Most critics
compare, unfavourable I must say, Karel Reisz’s 1964 version of the
psychological thriller Night Must Fall with the 1937
version directed by Richard Thorpe which starred Robert Montgomery, Rosalind
Russell and Dame May Whitty in her film debut at the age of 72! But the truth
is although Thorpe’s US version was critically acclaimed the MGM’s British Unit
attempt did much better at the box office than the original. I have never seen
this earlier adaptation therefore I can’t compare the two.
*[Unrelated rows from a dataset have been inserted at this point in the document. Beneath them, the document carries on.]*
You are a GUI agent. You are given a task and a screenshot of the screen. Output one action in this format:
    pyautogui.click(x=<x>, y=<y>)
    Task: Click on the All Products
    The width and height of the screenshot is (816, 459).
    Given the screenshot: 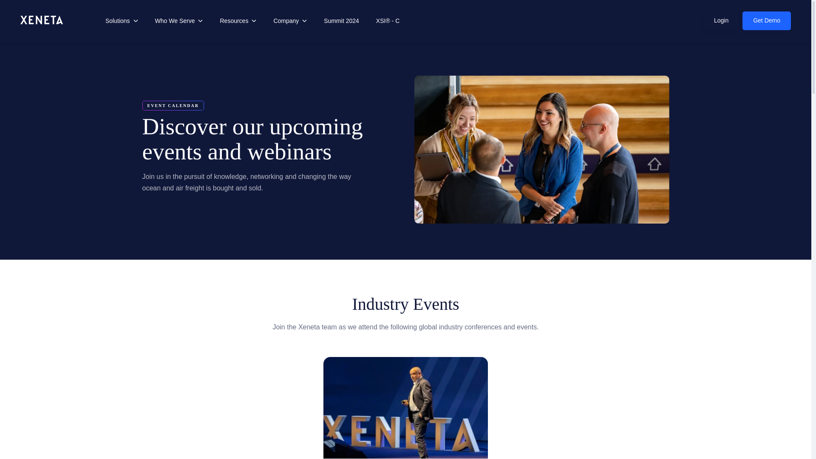 What is the action you would take?
    pyautogui.click(x=141, y=77)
Both, I understand, were based on Emlyn
Williams play first performed in 1935.
It was the
Czech born British filmmaker Reisz and play write Clive Exton who updated the
story to the 1960’s and like Reisz previous movie, Saturday
Night and Sunday Morning (1960), it stars Albert Finney. Finney plays
Danny who when the film opens we observe murdering a woman in some woodland by
removing her head with an axe! Juxtaposed with this we see a young lady having
an early morning stroll around a rather sizeable English style garden of a
large isolated house on the edge of the same woodland. Olivia (Susan Hampshire)
is the daughter of the proprietor of the house, the elderly infirmed Mrs
Bramson (Mona Washbourne). Arriving for her morning duties is Mrs Bramson’s
maid Dora (Sheila Hancock). Dora has
been made pregnant by her ‘boyfriend’ Danny, yes the same Danny who we have
just seen murdering a poor women with an axe and dumping her body in a lake. He
has been summoned to explain his intentions towards Dora to Mrs Bramson and before
long he has won over the old lady, aroused Olivia’s repressed sexuality and
moved into the house along with a leather hatbox!
....having already won over Mrs Bramson (Mona Washbourne) |
This
melodramatic interpretation was produced by Reisz and Albert Finney, its DOP
was the Academy Award winning Freddie Francis and the musical score was in the
capable hands of Ron Grainer. Don’t be
put off by what you have heard, I was impressed with Finney’s role as Danny, a
demanding one in which he injects dread into ever scene he appears. His scenes
with Mona Washbourne are especially good and Susan Hampshire, who was born to
play the repressed Englishwoman, does so with her normal competence.